She shook her head. “I think I’m attached to it now, but that’s very nice of you.” Just as Laurie was starting to consider taking the breath that might have been exhaled in the form of the words “do you” and “want to have lunch sometime,” Matt the Grim Reaper got up and shook her hand.
“Okay,” he said. “I think we’re about all set for now. You just let me know when you’re done here, and I’ll take the rest of your sale pieces and schedule the donation and disposal pickups. Will that work?”
She said that it would, of course it would; what else was she going to say? “I’m not ready for you to leave yet because I enjoy the crinkles around your eyes, so please reschedule the truck that’s retrieving my great-aunt’s furniture”? So yes, the answer was yes, that would work. “Sure.” They shook hands again, and she signed some more paperwork, and he set off in his truck. When he was gone, Laurie turned to June. “I may be out of practice.”
“Not at all,” June said. “It was wildly hot, that polite handshake. I felt like I shouldn’t be watching.”
* * *
—
They puttered around for a bit, and then Laurie and June went out to dinner. They had fried fish and shrimp and they tore pieces of bread off a big loaf, and there was a responsible amount of white wine and more talk about the Grim Reaper.

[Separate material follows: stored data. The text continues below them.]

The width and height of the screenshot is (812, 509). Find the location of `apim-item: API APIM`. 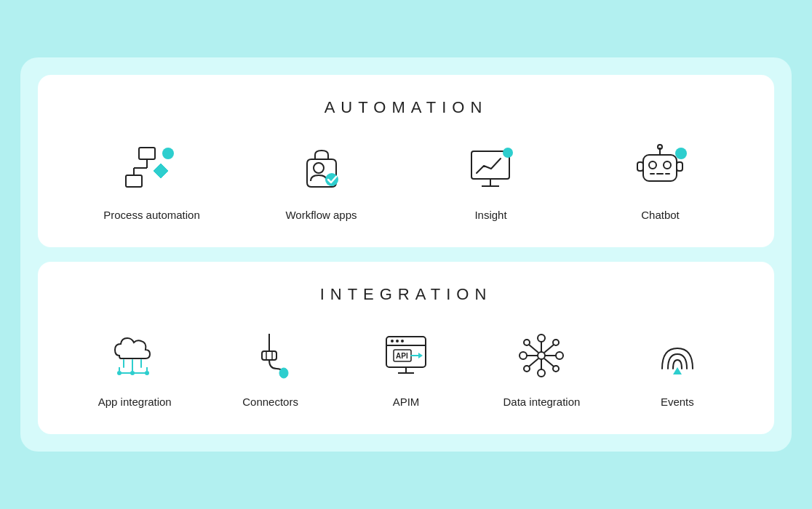

apim-item: API APIM is located at coordinates (406, 369).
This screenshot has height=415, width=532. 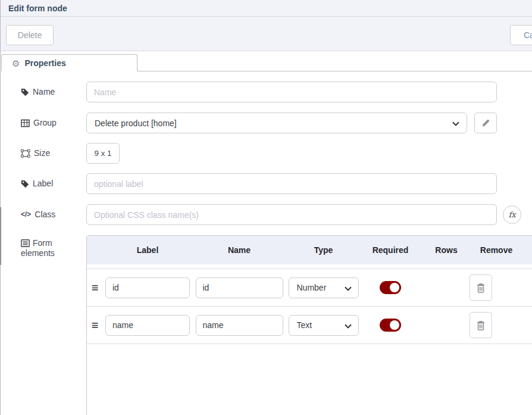 What do you see at coordinates (38, 92) in the screenshot?
I see `name-label: Name` at bounding box center [38, 92].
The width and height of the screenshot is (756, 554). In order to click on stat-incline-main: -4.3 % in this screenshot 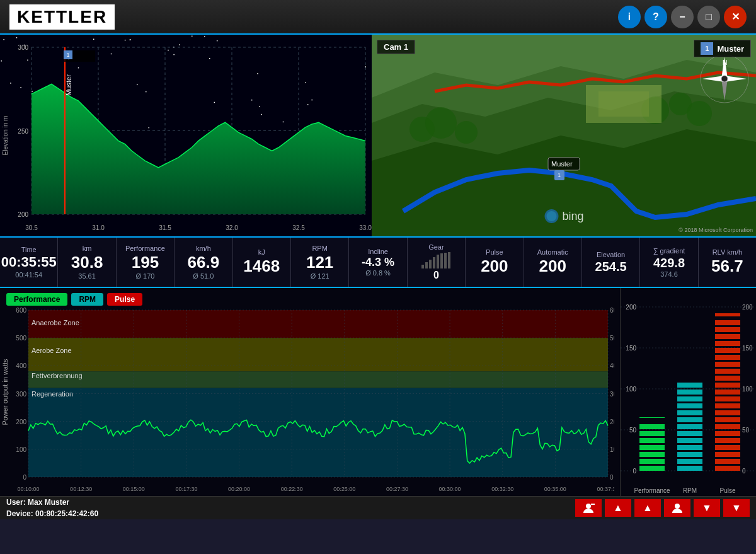, I will do `click(378, 263)`.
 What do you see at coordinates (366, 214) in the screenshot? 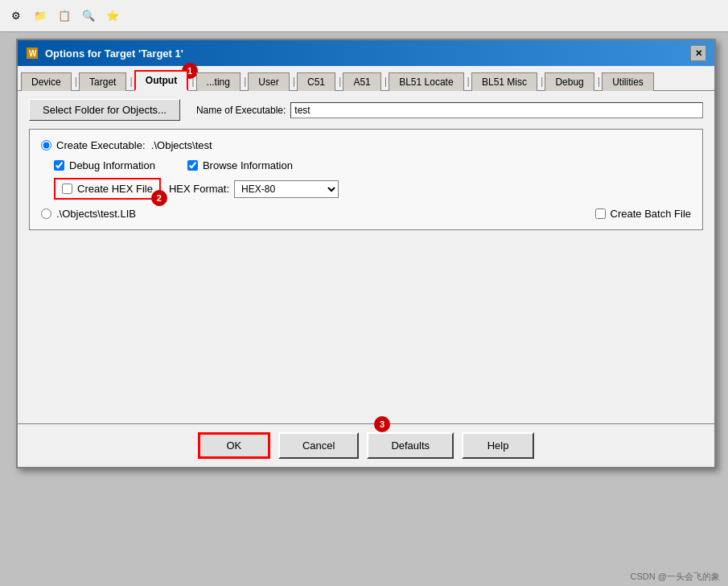
I see `bottom-section: .\Objects\test.LIB Create Batch File` at bounding box center [366, 214].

It wasn’t like Laurie didn’t have his number; she had his business card. She could still call. Laurie dropped June off on the way back to Dot’s, and they hugged goodbye.
Upstairs in Dot’s second bedroom, the one with the painting of the tall ships, Laurie sat with the box that said CORRESPONDENCE, SPECIAL. She wasn’t going to read the love letters. She wasn’t going to pry. But the work of the last few days had put a rock in the middle of her chest, made of obligations and frustrations, and it was reluctant to budge. She would skim one letter, just one, one from John—how scandalous could a letter from a chemist be, anyway?

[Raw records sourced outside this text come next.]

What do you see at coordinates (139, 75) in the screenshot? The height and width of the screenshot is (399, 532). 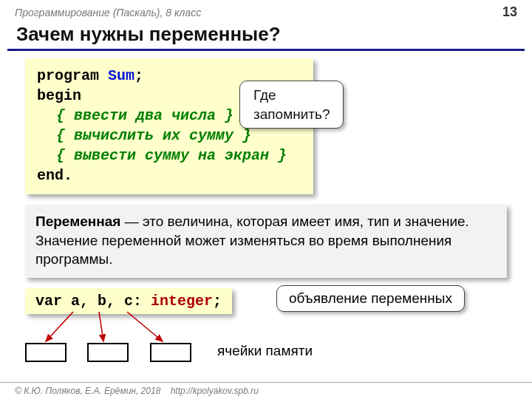 I see `code-semi: ;` at bounding box center [139, 75].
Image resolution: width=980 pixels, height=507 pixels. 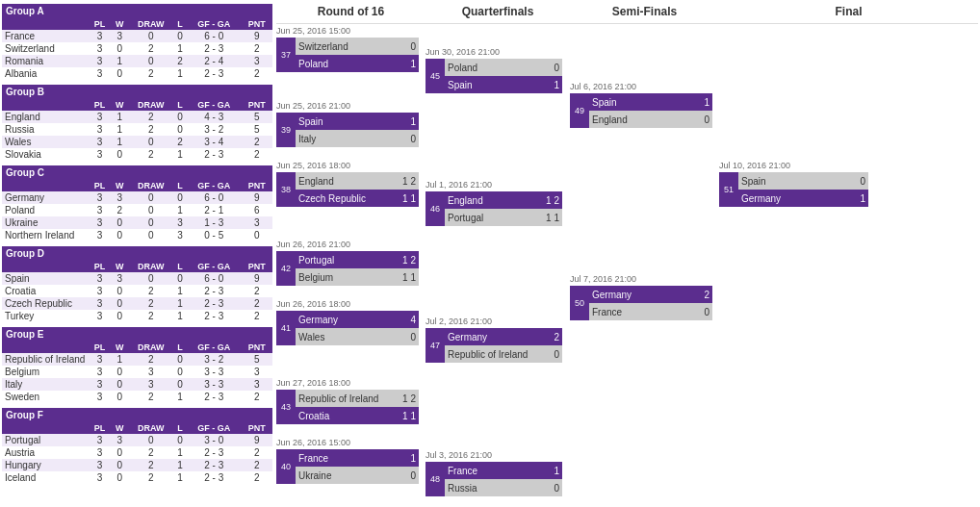 I want to click on team-row: Portugal 1 2, so click(x=357, y=260).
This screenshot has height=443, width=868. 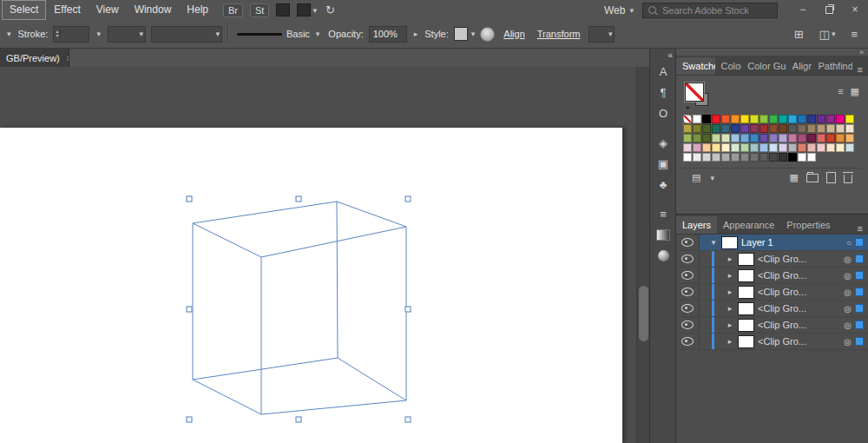 What do you see at coordinates (854, 35) in the screenshot?
I see `control-menu-icon: ≡` at bounding box center [854, 35].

She took the top off the box and flicked through envelopes until she saw one with a return address that said “J. Harlan.” The sender was in Bangor. When she slid the letter out of the envelope, the first thing she saw was the date: 7.14.73, with dots between the numbers. She immediately felt wrong even scanning it—she saw “miss you” and “can’t imagine” and “hard times” and “your smile.” She wasn’t just in Dot’s house; she was in a room from Dot’s life, she felt, where she shouldn’t be. Looking under the bed and behind the curtains and in the closets. It seemed wrong. She could tell, though, that this letter was written to a woman who was not happy. That year, 1973, would have been right around when Dot’s school had been consolidated with the one in the next town and she’d had to get another job. That part of the history Laurie did know, because that was when Dot moved from the business office at the elementary school over to the high school.
Laurie got to the last page, the second side of the third sheet of ivory paper, and looked for his signature. She wondered how it was signed. “Fondly”? “Yours”? “With burning desire”? “Chemically”?

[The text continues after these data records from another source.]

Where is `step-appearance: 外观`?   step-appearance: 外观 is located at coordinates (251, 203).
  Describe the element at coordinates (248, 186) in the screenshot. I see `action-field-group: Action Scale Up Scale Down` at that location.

As it turned out, it was simply “With love.” It said, “With love, John.”
But what stopped Laurie was just above that. One sentence. A closing, offered with evident tenderness. It said, “And anyway, if you’re ever desperate, there are always ducks, darling.”
“Ducks,” Laurie muttered.
Chapter Three
In Dot’s jewelry box, there was a crowded charm bracelet with eighteen hearts dangling from it. Each one had a name on one side and a birth date on the other. Four were for her two nephews and two nieces, including Laurie’s mother, Barbara. Fourteen more, in a slightly newer style, were for their kids, including Laurie and her brothers.
Out of all those hearts, it was Laurie’s family that had stayed in Calcasset. They were the ones who saw the charms in person whenever Dot put on the bracelet at Christmas or Thanksgiving. Laurie carefully took off her charm with a tiny pair of pliers and slipped it into her box of keepsakes. After consulting with her mother, she removed the rest of the charms, too, and packed each into a tiny plastic sleeve, setting them aside to later be sent to the people whose birthdays they marked.
When Dot was still working, she had kept her travels to the summers. It was after she retired, when Laurie was twelve or thirteen, that she’d accelerated her adventures. She sailed on cruises, took trips with friends, took trips with “friends,” and went backpacking with tour groups and church groups. But there had also been plenty of journeys on her own, like the ones to Paris and Seville and Key West and Tokyo, filling her house with everything she could stuff into her suitcases. She lovingly lined it all up on shelves, in cabinets, on tables, and on windowsills, until her house sagged under the weight of everything she had managed to see.